The party’s relationship with rural Ireland needs careful nurturing by building understanding of its substantive plans to support farmers in looking after nature and reforming land use while offering prospects of a better return for family farms. Collective agreement has to be in the mix.
The climate movement, including young climate strikers, has helped raise public awareness but the Greens have to re-examine their approach to address the big disconnect with voters. Climate disruption somehow remains an issue for tomorrow for many people.“On a recent radio programme a commentator said we can’t deal with climate change until we have a roof over our heads. Ireland is in a housing crisis that is dominating the current general election campaign. Climate has hardly been mentioned.
Climate adaptation is being seen as a cost and a burden rather than an opportunity. “We have become used to an economics that values quick financial returns, blind to the true social, economic and environmental costs,” she said.A separate problem that will quickly surface in talks on forming a new government is contradictions and vagueness on climate in the manifestos.

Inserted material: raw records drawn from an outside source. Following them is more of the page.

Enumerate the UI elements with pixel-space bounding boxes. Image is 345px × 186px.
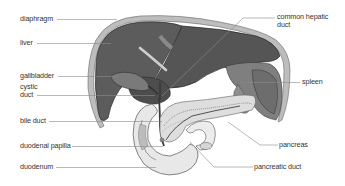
label-cystic-duct-line2: duct xyxy=(20,91,33,99)
organ-illustration xyxy=(0,0,345,186)
label-spleen: spleen xyxy=(302,78,323,86)
label-pancreatic-duct: pancreatic duct xyxy=(254,163,301,171)
duodenal-papilla-shape xyxy=(160,138,164,142)
label-liver: liver xyxy=(20,39,33,47)
label-pancreas: pancreas xyxy=(279,141,308,149)
label-gallbladder: gallbladder xyxy=(20,72,54,80)
label-bile-duct: bile duct xyxy=(20,117,46,125)
label-duodenal-papilla: duodenal papilla xyxy=(20,142,71,150)
label-duodenum: duodenum xyxy=(20,163,53,171)
label-common-hepatic-duct-line2: duct xyxy=(277,21,290,29)
anatomy-diagram: diaphragm liver gallbladder cystic duct … xyxy=(0,0,345,186)
label-diaphragm: diaphragm xyxy=(20,15,53,23)
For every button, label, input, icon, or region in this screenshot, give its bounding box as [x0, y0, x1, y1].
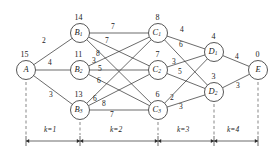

The Greens in any scenario will demand a robust climate governance framework; legally-binding targets, carbon budgets that once agreed cannot be dropped by incoming governments, a major retrofitting programme with novel financial incentives and the drawing up of a national land use plan.
If your dog did not bark then I am afraid you have been sold a pup. In an election that seems to have been influenced in some way by the old irish border issue you must realise the climate crisis is without borders.
Hah! 'single biggest threat Ireland is facing this century' Seriously, ? Do better!